Senate debates

Wednesday, 7 September 2022

Questions without Notice

Economy

2:06 pm

Photo of Jess WalshJess Walsh (Victoria, Australian Labor Party) Share this | | Hansard source

My question is to the Minister for Finance, representing the Treasurer. The June quarter national accounts figures were released today. Can the minister outline to the Senate what the national accounts say about how the national economy is performing at the moment?

Photo of Katy GallagherKaty Gallagher (ACT, Australian Labor Party, Minister for the Public Service) Share this | | Hansard source

I thank Senator Walsh for the question and congratulate her on her appointment as chair of the economics committee. Today's national accounts reflect an economy that's rebounding from the disruption of the pandemic but is being held back by capacity constraints, skills shortages and declining real wages. This is a familiar story that we are seeing, certainly familiar in terms of the economy and the economic challenges that we inherited on forming government.

While the headline figures are encouraging, the data released today confirm the pressures that are being felt by Australian households and that are weighing on our supply chains. The national accounts figures released today show that the economy grew by 0.9 per cent in the June quarter 2022 to be 3.6 per cent higher through the year. GDP increased 3.9 per cent over the 2021-22 financial year. That growth reflected the continuing pandemic recovery and was concentrated in the services industry, particularly as this was the first full quarter of reopened domestic and international borders since the pandemic began some two years ago.

The quarterly increase was driven by increases in household consumption, which was 2.2 per cent, net exports and new business investment, partly offset by inventories and dwelling investment. In particular, household consumption grew by 2.2 per cent in the quarter. It was, I think, six per cent higher through the year and contributed 1.1 percentage points to real GDP growth in the quarter. The household savings ratio fell to 8.7 per cent in June, down from 1.1 per cent in March. Dwelling investment fell as most states continued to experience material and labour shortages, and industries detracted from growth, driven by drawdowns from the mining industry and from agriculture.

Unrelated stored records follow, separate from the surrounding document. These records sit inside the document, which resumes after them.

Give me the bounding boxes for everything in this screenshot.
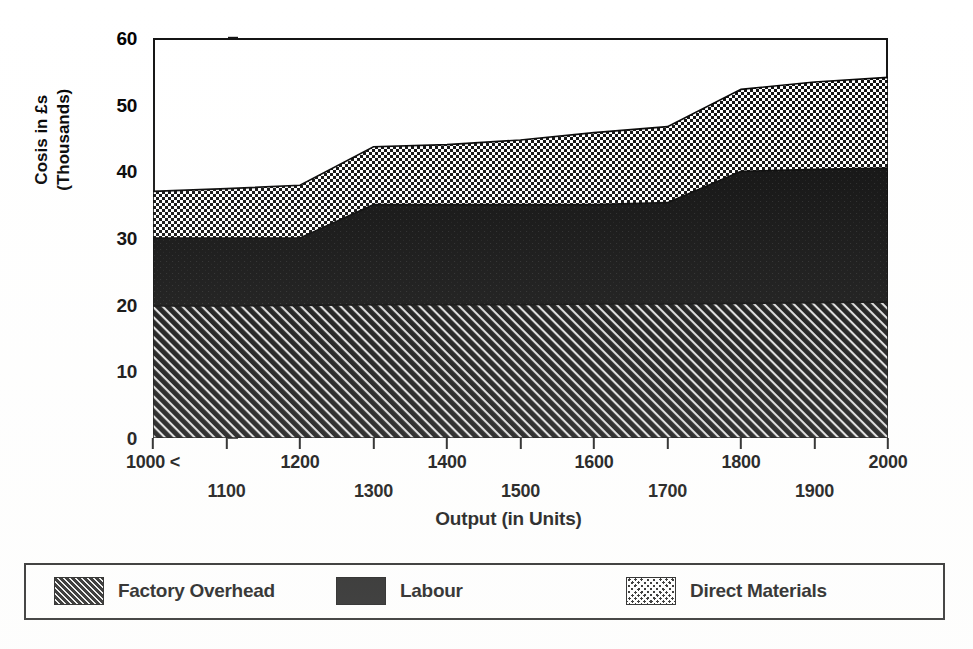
x-tick-label: 1600 bbox=[575, 452, 614, 473]
area-series-factory-overhead bbox=[153, 302, 888, 438]
x-tick-mark bbox=[446, 438, 448, 449]
y-tick-label: 10 bbox=[85, 362, 137, 381]
legend-label-direct-materials: Direct Materials bbox=[690, 580, 827, 602]
x-tick-mark bbox=[740, 438, 742, 449]
solid-black-swatch-icon bbox=[336, 577, 386, 605]
x-tick-label: 1800 bbox=[722, 452, 761, 473]
y-tick-label: 50 bbox=[85, 95, 137, 114]
legend-item-factory-overhead: Factory Overhead bbox=[54, 577, 275, 605]
x-tick-label: 1100 bbox=[208, 481, 246, 502]
x-tick-mark bbox=[225, 438, 227, 449]
y-axis-title-line-2: (Thousands) bbox=[53, 25, 75, 255]
x-tick-label: 1300 bbox=[354, 481, 393, 502]
x-tick-mark bbox=[593, 438, 595, 449]
x-tick-mark bbox=[372, 438, 374, 449]
x-tick-mark bbox=[887, 438, 889, 449]
y-axis-title: Cosis in £s (Thousands) bbox=[31, 25, 75, 255]
stacked-area-plot bbox=[153, 38, 888, 438]
chart-legend: Factory Overhead Labour Direct Materials bbox=[24, 563, 945, 620]
legend-item-direct-materials: Direct Materials bbox=[626, 577, 827, 605]
x-tick-label: 1000 < bbox=[126, 452, 180, 473]
diagonal-hatch-swatch-icon bbox=[54, 577, 104, 605]
y-tick-label: 0 bbox=[85, 429, 137, 448]
x-tick-mark bbox=[813, 438, 815, 449]
x-tick-mark bbox=[519, 438, 521, 449]
x-tick-label: 1900 bbox=[795, 481, 834, 502]
x-tick-mark bbox=[666, 438, 668, 449]
y-axis-title-line-1: Cosis in £s bbox=[31, 25, 53, 255]
legend-label-factory-overhead: Factory Overhead bbox=[118, 580, 275, 602]
x-tick-label: 1200 bbox=[281, 452, 320, 473]
y-tick-label: 30 bbox=[85, 229, 137, 248]
x-tick-label: 1700 bbox=[648, 481, 687, 502]
x-axis-title-text: Output (in Units) bbox=[435, 508, 581, 529]
x-tick-label: 1500 bbox=[501, 481, 540, 502]
x-tick-mark bbox=[152, 438, 154, 449]
chart-figure: Cosis in £s (Thousands) 0102030405060 bbox=[0, 0, 973, 545]
x-tick-mark bbox=[299, 438, 301, 449]
x-tick-label: 1400 bbox=[428, 452, 467, 473]
x-tick-label: 2000 bbox=[869, 452, 908, 473]
checkerboard-swatch-icon bbox=[626, 577, 676, 605]
y-tick-label: 60 bbox=[85, 29, 137, 48]
y-tick-label: 40 bbox=[85, 162, 137, 181]
y-tick-label: 20 bbox=[85, 295, 137, 314]
x-axis-title: Output (in Units) bbox=[0, 508, 973, 530]
legend-item-labour: Labour bbox=[336, 577, 463, 605]
legend-label-labour: Labour bbox=[400, 580, 463, 602]
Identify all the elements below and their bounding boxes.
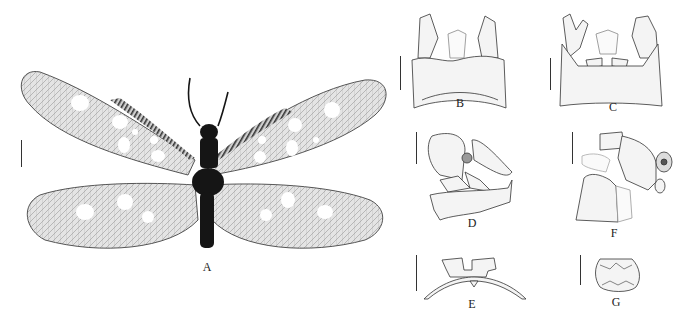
head	[200, 124, 218, 140]
panel-label-d: D	[462, 216, 482, 231]
panel-b-drawing: B	[400, 8, 520, 118]
panel-c-drawing: C	[548, 8, 678, 118]
panel-a-specimen-photo: A	[0, 60, 400, 280]
panel-g-drawing: G	[570, 255, 680, 315]
antenna-right	[218, 92, 228, 126]
panel-label-g: G	[606, 295, 626, 310]
hindwing-left	[27, 183, 198, 248]
antenna-left	[188, 78, 200, 126]
specimen-illustration	[0, 60, 400, 280]
forewing-left	[21, 72, 195, 175]
panel-label-b: B	[450, 96, 470, 111]
panel-d-drawing: D	[410, 130, 540, 245]
panel-e-drawing: E	[410, 255, 540, 315]
panel-label-f: F	[604, 226, 624, 241]
thorax	[192, 168, 224, 196]
prothorax	[200, 138, 218, 168]
panel-f-drawing: F	[560, 130, 680, 245]
panel-label-c: C	[603, 100, 623, 115]
panel-label-e: E	[462, 297, 482, 312]
panel-label-a: A	[197, 260, 217, 275]
hindwing-right	[210, 184, 383, 248]
abdomen	[200, 192, 214, 248]
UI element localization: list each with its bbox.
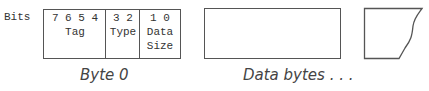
data-bytes-caption: Data bytes . . . [243, 66, 354, 84]
torn-data-byte-icon [0, 0, 429, 91]
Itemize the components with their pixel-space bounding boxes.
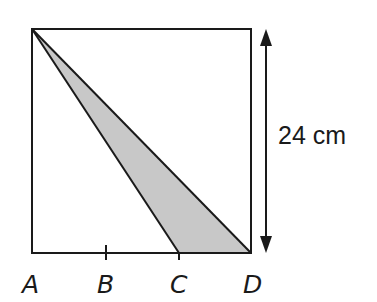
point-label-a: A — [20, 270, 39, 299]
point-label-b: B — [97, 270, 114, 299]
point-label-c: C — [170, 270, 188, 299]
arrow-down-icon — [260, 236, 272, 253]
line-to-d — [32, 29, 251, 253]
geometry-diagram: 24 cm A B C D — [0, 0, 377, 302]
point-label-d: D — [243, 270, 262, 299]
arrow-up-icon — [260, 29, 272, 46]
line-to-c — [32, 29, 179, 253]
dimension-label: 24 cm — [278, 121, 346, 149]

Photo of Sue LinesSue Lines (President) Share this | | Hansard source

Senator Walsh, a first supplementary?

2:08 pm

Photo of Jess WalshJess Walsh (Victoria, Australian Labor Party) Share this | | Hansard source

SH () (): Can the minister advise how the October budget will address the challenges that Australians are facing in the economy today?

Photo of Katy GallagherKaty Gallagher (ACT, Australian Labor Party, Minister for the Public Service) Share this | | Hansard source

The October budget will be our way of delivering on our commitments and delivering on our economic plan. The Albanese government's economic plan is a plan to boost productivity, take the speed limit off the economy, particularly in some of the data we are seeing in the national accounts today, and build up the right kind of growth to make a meaningful difference on cost-of-living pressures for households, without adding to inflationary pressures. A key element of this was last week's Jobs and Skills Summit, where we saw representatives from across the country come together with 36 concrete outcomes to help deal with the issues that we face. I was particularly proud of the emphasis on women during the summit, with agreement that improving women's workforce participation is critical for Australia's future economic prosperity and resilience. Of course, there are also our plans on cleaner and cheaper energy, better training and skilling our workforce, investing in cheaper child care, upgrading the NBN to better capture digital economic opportunity and creating a future made in Australia. (Time expired)

2:09 pm

Photo of Jess WalshJess Walsh (Victoria, Australian Labor Party) Share this | | Hansard source

How will Labor's economic plan respond to the challenges that we are currently seeing in the economy and that are highlighted in the national accounts data released today?

Photo of Katy GallagherKaty Gallagher (ACT, Australian Labor Party, Minister for the Public Service) Share this | | Hansard source

I thank Senator Walsh for the supplementary question. Our economic plan will address the challenges that are facing us. We know that these challenges have been made worse by nearly a decade of wasted opportunities and wrong priorities from those opposite. Our policies will put the national interest first, whether it is through our climate change policy that will address opportunities for investment, innovation and jobs or whether it is through addressing the skills shortages that are affecting different areas of the economy, particularly through our fee-free TAFE policies as well as measures we announced in the Jobs and Skills Summit last week, such as increasing the permanent migration ceiling to 195,000 for this financial year. Also, of course, there is our very significant investment of over $5 billion to make child care cheaper, which will make child care more affordable for families, improve productivity and improve workforce participation.